GHSA-j4p8-h8mh-rh8q
HIGHSelf-hosted n8n has Legacy Code node that enables arbitrary file read/write
EPSS Exploitation Probability
EPSS (Exploit Prediction Scoring System) is a daily probability model maintained by FIRST.org. It estimates the likelihood a CVE will be exploited in production environments within the next 30 days, derived from real-world threat intelligence signals.
Blast Radius
Weekly download volume for affected packages — a proxy for how broadly this vulnerability is deployed.
n8nnpmDescription
Impact
In self-hosted n8n instances where the Code node runs in legacy (non-task-runner) JavaScript execution mode, authenticated users with workflow editing access can invoke internal helper functions from within the Code node.
This allows a workflow editor to perform actions on the n8n host with the same privileges as the n8n process, including:
- Reading files from the host filesystem (subject to any file-access restrictions configured on the instance and OS/container permissions)
- Writing files to the host filesystem (subject to the same restrictions)
Starting with n8n version 1.2.1, access to files in the n8n home directory (.n8n) is blocked by default. However, this does not restrict access to other parts of the filesystem unless additional file access limitations are configured.
Patches
- Upgrade to n8n version 2.0.0 or later, where task runners are enabled by default for Code node execution.
- On n8n version 1.71.0 and above, enable task runners by setting
N8N_RUNNERS_ENABLED=true.
Workarounds
If you cannot immediately migrate to task runners:
- Limit file operations by setting
N8N_RESTRICT_FILE_ACCESS_TOto a dedicated directory (e.g.,~/.n8n-files) and ensure it contains no sensitive data. - Keep
N8N_BLOCK_FILE_ACCESS_TO_N8N_FILES=true(default) to block access to.n8nand user-defined config files. - If workflow editors are not fully trusted, consider disabling high-risk nodes (including the Code node) using
NODES_EXCLUDE.
Resources
- n8n Docs: Task runners
- n8n Docs: Task runner environment variables
- n8n Docs: Security environment variables
- n8n Docs: v2.0 breaking changes
Affected Packages
| Ecosystem | Package | Vulnerable range | Fix |
|---|---|---|---|
| 📦npm | n8n | ≥ 1.2.1&&< 2.0.0 | 2.0.0 |
Detection & mitigation playbook
Open-source dependencyDetect
Scan your dependency tree (package-lock.json, pnpm-lock.yaml, requirements.txt, go.sum, etc.) for n8n. O3's reachability analysis confirms whether the vulnerable code path is actually invoked in your application, so you act on real exposure instead of every transitive match.
Fix
Update n8n to 2.0.0 or later, then make sure no transitive (indirect) dependency still pins the vulnerable range — O3 confirms GHSA-j4p8-h8mh-rh8q is resolved across your whole dependency graph.
Workarounds
If you can't upgrade right away: gate or disable the affected feature, validate untrusted input at the boundary, and avoid passing attacker-controlled data into the vulnerable path. O3's runtime protection blocks exploitation in production as an interim safeguard until the upgrade lands.
How O3 protects you
O3 pinpoints whether GHSA-j4p8-h8mh-rh8q is reachable in your code and exactly where to fix it, then blocks exploitation in production at runtime until the patched version is deployed.
Tailored to GHSA-j4p8-h8mh-rh8q. Runtime protection reduces exposure until a permanent patch is applied and verified — it complements patching, it doesn't replace it.
Frequently Asked Questions
Is GHSA-j4p8-h8mh-rh8q in your dependencies?
O3 detects GHSA-j4p8-h8mh-rh8q across npm dependencies and uses function-level reachability to confirm whether the vulnerable code path is actually reachable — not just present. No false positives.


#### [Assignment]
Scan the entries below for "Clarice" and copy each line that holds it.

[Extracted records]
--- START ---

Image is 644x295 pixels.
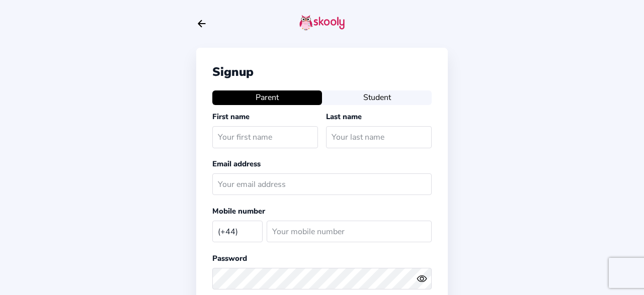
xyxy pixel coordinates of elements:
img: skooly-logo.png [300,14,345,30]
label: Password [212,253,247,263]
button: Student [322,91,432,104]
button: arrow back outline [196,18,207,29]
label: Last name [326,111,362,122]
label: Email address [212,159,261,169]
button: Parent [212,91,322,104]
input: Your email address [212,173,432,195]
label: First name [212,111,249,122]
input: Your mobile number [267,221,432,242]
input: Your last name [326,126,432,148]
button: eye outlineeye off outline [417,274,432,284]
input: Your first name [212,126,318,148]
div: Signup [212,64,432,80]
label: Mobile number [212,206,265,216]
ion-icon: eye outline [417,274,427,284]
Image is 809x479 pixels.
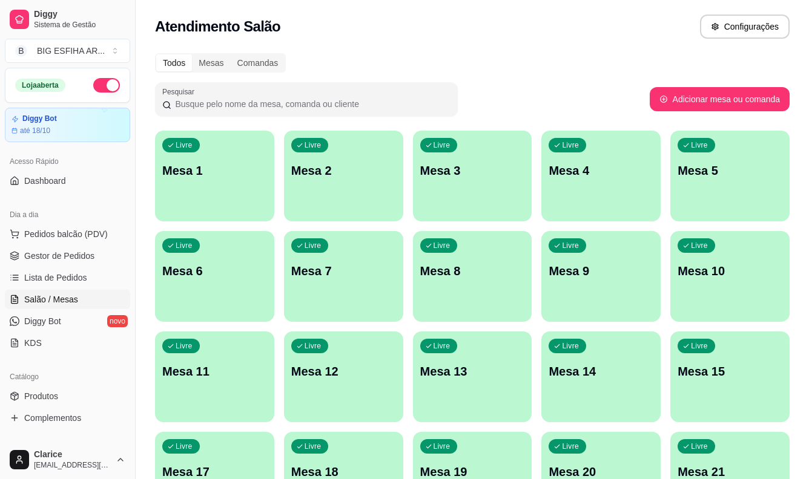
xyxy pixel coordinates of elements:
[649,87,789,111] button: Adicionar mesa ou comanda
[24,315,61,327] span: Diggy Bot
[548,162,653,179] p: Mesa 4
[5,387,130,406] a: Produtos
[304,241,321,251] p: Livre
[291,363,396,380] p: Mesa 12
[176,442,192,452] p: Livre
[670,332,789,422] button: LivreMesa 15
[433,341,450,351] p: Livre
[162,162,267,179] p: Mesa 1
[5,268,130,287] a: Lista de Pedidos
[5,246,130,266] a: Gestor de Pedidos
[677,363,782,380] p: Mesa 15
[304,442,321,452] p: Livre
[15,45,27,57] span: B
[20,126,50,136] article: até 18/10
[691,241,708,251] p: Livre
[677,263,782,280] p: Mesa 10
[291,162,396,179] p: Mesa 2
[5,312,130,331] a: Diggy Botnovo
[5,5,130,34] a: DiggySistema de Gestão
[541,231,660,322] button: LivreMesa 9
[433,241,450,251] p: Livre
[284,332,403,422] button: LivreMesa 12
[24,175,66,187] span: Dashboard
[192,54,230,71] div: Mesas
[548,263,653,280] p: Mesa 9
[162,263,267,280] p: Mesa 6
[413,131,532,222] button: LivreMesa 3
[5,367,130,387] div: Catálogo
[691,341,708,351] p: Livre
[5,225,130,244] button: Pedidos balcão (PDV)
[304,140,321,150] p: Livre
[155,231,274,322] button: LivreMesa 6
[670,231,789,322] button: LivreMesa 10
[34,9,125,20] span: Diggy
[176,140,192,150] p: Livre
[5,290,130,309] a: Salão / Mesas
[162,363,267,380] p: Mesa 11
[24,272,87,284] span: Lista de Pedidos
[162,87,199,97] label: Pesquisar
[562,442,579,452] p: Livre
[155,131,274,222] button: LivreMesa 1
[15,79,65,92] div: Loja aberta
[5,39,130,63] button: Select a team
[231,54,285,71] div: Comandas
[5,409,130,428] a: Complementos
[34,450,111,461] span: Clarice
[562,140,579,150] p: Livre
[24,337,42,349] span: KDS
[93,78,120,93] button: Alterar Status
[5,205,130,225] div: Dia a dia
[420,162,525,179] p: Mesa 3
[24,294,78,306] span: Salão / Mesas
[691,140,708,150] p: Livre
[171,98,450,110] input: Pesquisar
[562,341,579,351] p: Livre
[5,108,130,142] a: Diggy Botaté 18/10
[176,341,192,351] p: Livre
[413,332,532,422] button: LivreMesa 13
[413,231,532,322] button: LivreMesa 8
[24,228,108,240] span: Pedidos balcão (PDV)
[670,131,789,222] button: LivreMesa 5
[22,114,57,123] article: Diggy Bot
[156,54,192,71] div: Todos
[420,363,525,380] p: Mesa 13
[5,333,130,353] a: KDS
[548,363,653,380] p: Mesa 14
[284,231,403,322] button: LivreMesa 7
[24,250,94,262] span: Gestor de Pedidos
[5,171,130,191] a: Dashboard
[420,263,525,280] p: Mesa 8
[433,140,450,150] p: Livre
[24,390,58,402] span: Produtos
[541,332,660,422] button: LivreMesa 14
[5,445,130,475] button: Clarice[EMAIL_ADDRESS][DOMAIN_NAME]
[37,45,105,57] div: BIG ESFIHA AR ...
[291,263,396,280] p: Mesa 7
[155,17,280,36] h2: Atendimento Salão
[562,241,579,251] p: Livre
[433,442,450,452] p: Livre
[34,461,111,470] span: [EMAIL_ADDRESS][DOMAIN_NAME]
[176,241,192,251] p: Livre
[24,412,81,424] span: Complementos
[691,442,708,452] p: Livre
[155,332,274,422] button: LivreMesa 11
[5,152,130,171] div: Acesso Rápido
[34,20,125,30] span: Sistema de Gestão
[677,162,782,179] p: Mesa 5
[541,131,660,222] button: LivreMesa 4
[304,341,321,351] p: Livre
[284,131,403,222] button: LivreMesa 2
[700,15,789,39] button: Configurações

--- END ---
--- START ---

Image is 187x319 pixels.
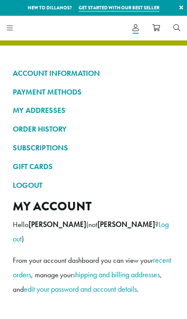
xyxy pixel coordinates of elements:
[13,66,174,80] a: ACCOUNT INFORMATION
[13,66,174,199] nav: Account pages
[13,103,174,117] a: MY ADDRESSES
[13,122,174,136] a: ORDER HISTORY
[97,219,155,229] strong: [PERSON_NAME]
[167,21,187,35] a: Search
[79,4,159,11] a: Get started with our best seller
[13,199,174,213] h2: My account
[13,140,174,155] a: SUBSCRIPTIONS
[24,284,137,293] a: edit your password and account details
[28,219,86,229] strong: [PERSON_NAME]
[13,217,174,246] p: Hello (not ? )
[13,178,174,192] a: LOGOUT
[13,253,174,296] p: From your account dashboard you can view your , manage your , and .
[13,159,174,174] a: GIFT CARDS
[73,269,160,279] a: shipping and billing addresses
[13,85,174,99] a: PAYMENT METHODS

--- END ---

#### [Result below]
[34,450,111,461] span: Clarice
[5,445,130,475] button: Clarice[EMAIL_ADDRESS][DOMAIN_NAME]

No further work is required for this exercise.